Apr 24, 2024  
2008-2009 Graduate Catalog 
    
2008-2009 Graduate Catalog [ARCHIVED CATALOG]

Software Engineering (M.S.E.)


Offered through the Computing and Information Sciences graduate program, the master of software engineering degree (MSE) enables students who have a computer science, computer engineering, or related engineering or science degree to learn software engineering technology and thus be able to specify, design, implement, document, and maintain large software systems in their specialty areas. The discipline of software engineering covers the application of engineering principles to the building of computer software. The field covers the theories, tools and methods for systematic representation, design, verification, development, production, validation, and maintenance of software products including programs, prototypes, documentation, and user interfaces. Software engineering is applicable not only to computer systems software-the techniques of software engineering offer benefits for software developed for all disciplines.

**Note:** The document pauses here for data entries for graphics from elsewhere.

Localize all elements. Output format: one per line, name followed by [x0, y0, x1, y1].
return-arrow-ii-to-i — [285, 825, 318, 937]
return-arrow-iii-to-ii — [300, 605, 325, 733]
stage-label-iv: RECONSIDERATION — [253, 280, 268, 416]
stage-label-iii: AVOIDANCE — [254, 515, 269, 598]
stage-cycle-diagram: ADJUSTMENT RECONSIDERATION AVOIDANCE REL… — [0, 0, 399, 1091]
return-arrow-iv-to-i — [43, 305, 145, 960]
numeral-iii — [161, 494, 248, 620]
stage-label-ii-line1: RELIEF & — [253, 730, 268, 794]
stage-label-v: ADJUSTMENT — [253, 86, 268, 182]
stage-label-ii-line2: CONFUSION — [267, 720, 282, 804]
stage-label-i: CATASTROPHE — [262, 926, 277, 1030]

Master’s degree requirements


The program of study for the MSE program consists of 33 credits that must include the following:

  • Six credits of technical electives (computer science or application area courses).

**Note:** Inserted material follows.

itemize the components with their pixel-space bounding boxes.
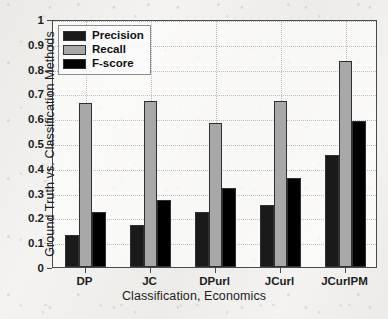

One course from the following:


  • CIS 644

Two courses from an application area such as:


parallel and distributed systems, operating systems and real-time systems, database engineering, knowledge-based systems, artificial intelligence, graphics, or specialty areas from Electrical Engineering, Computer Engineering, Industrial Engineering, Mechanical Engineering, Nuclear Engineering, Chemical Engineering and other areas by special arrangement

Notes


Each student specializes in an application area and does a project related to that application area. Each student will produce and present a “software portfolio” that contains a collection of documents related to the software development activity.

The student must receive a grade of B or better for all classes assigned by the Graduate Studies Committee and for each course used to satisfy the above requirements.